I drew a 3D scatterplot in R which is a flat surface.
But the plot does not clearly show what it looks like, so I'd like to change the angle to see this plot at a different viewpoint.
How can I do this?
Related
I have a three-dimensional vectorfield containing of coherent structures in the form of counter-rotating circles.
I would like to show these structures three-dimensionally.
So far I have used contour() in order to plot the strucutres on the y,z plane as shown in the figure below, where circles of constant magnitude are plotted.
Now I would like to plot these circles three-dimensionally, this would result in the circles being tilted in the direction of the viewer as one can see from the next plot.
How would I be able to plot such three-dimensional strucutres, where the circles are tilted in the direction of the viewer?
Functions as isosurface() do not seem to help.
I would very much appreciate any kind of help.
I have tried various functions such as isosurface(), quiver3() and streamtube() however I am not able to show the plot I am interested in: a single slice of circles being tilted in the direction of the viewer shown in a three-dimensional plot.
I have made the following figure in Octave using the scatter3 function.
I would like to draw the rest of the sides of the cube in the plot (the lines x=0,y=0, z=20,x=0 etc). How to do this?
plot3([0,0],[0,0],[0,20],'linewidth',2,'k')
Draws a line between (0,0,0) and (0,0,20). Make such lines for all the sides.
I'm trying to plot igraph objects for which I have set the xy coordinates.
It's been working fine, but when the plot is produced it is stretched in either the x or y so the network looks distorted.
Does anyone know a way that I can define the plotting area (i.e. tell igraph that I want it to plot on a square of set dimensions)? Or any other way of avoiding this problem?
I just discovered ggmap and I've been playing around with plotting earthquake data from the USGS. I get the data in the form of Lat and Lon, depth and magnitude. I can easily plot the earthquakes as points with different colors based on depth but what I would like to do is take that depth data (just a single number) and generate contours to overlay on the map.
This seems like it should be MUCH more simple than the "Houston Crime" example I keep coming up on since I'm not doing any statistical "density" calculation or anything like that. Basically it's just a contour map on top of the google map of an area.
How do I do this (Presumably) simple, simple thing?
Thanks!
The problem of plotting a 3D surface using only a small sample of unequally spaced lat/long points and a height z (or equivalent) variable is non-trivial -- you have to estimate the values of z for all of the lat-long grid coordinates you do not have, for example using loess() or kriging to create a smooth surface.
Take a look at Methods for doing heatmaps, level / contour plots, and hexagonal binning, case #5. For a geoR example see http://www4.stat.ncsu.edu/~reich/CUSP/Ordinary_Kriging_in_R.pdf
I want to visualize an x-y scatter in 3d, using the density/overlaps as z values. I guess this would be like using alpha as a z-axis - more overlap = higher z. Suggestions? Perhaps using cloud() in lattice library?
I use rgl for 3D visualization. You can rotate the image in rgl window using your mouse. Wheel zooms in/out.
example(plot3d)
rgl.bg(color = "black") # Space, the final Frontier.
There are a variety of 2d density functions available:
MASS::kde2d
fields::smooth.2d
hexbin::hexbin
In general visualizing 3d clouds of points is rather difficult. Pseudo 3d with surfaces is ok but the points do not display with sufficient depth cues. If you really want to try it, then use the rgl package so you can rotate.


§ Activity: Pull every line with the word "data" out of the entries below.

§ Records from a collection of figures:
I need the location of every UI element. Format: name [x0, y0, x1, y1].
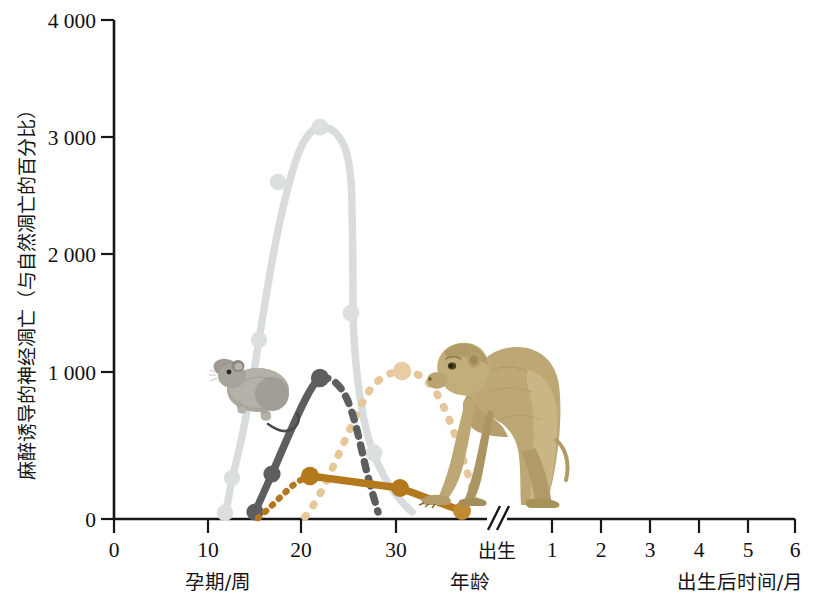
x-tick-label-month-1: 1 [547, 538, 558, 562]
data-point [270, 174, 286, 190]
y-tick-label-3000: 3 000 [48, 126, 96, 150]
data-point [263, 465, 280, 482]
x-tick-label-month-4: 4 [694, 538, 705, 562]
x-tick-label-30: 30 [385, 538, 407, 562]
data-point [366, 445, 383, 462]
data-point [393, 362, 411, 380]
data-point [343, 305, 360, 322]
x-tick-label-month-3: 3 [645, 538, 656, 562]
caption-postnatal: 出生后时间/月 [677, 571, 804, 594]
x-tick-label-birth: 出生 [478, 540, 516, 562]
y-tick-label-4000: 4 000 [48, 9, 96, 33]
x-tick-label-20: 20 [290, 538, 312, 562]
data-point [311, 118, 328, 135]
data-point [301, 467, 319, 485]
x-tick-label-month-6: 6 [790, 538, 801, 562]
y-axis-title: 麻醉诱导的神经凋亡（与自然凋亡的百分比） [16, 100, 38, 480]
y-tick-label-1000: 1 000 [48, 361, 96, 385]
caption-gestation: 孕期/周 [185, 571, 252, 594]
figure-root: 4 000 3 000 2 000 1 000 0 麻醉诱导的神经凋亡（与自然凋… [0, 0, 818, 595]
y-axis [101, 20, 114, 519]
data-point [311, 369, 329, 387]
y-tick-label-0: 0 [85, 508, 96, 532]
x-tick-labels-gestation: 0 10 20 30 [109, 538, 407, 562]
data-point [251, 332, 267, 348]
x-tick-label-month-2: 2 [596, 538, 607, 562]
x-tick-labels-postnatal: 1 2 3 4 5 6 [547, 538, 801, 562]
y-tick-label-2000: 2 000 [48, 243, 96, 267]
x-tick-label-10: 10 [197, 538, 219, 562]
series-rodent-peak-curve [217, 118, 412, 521]
data-point [391, 479, 409, 497]
x-tick-label-month-5: 5 [743, 538, 754, 562]
rat-illustration [209, 359, 299, 431]
data-point [224, 470, 240, 486]
x-tick-label-0: 0 [109, 538, 120, 562]
monkey-illustration [419, 343, 568, 508]
chart-canvas: 4 000 3 000 2 000 1 000 0 麻醉诱导的神经凋亡（与自然凋… [0, 0, 818, 595]
data-point [217, 505, 233, 521]
caption-age: 年龄 [450, 571, 490, 594]
y-tick-labels: 4 000 3 000 2 000 1 000 0 [48, 9, 96, 532]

§ Exercise result:
data-point [270, 174, 286, 190]
data-point [263, 465, 280, 482]
data-point [366, 445, 383, 462]
data-point [393, 362, 411, 380]
data-point [343, 305, 360, 322]
data-point [311, 118, 328, 135]
data-point [301, 467, 319, 485]
data-point [311, 369, 329, 387]
data-point [251, 332, 267, 348]
data-point [391, 479, 409, 497]
data-point [224, 470, 240, 486]
data-point [217, 505, 233, 521]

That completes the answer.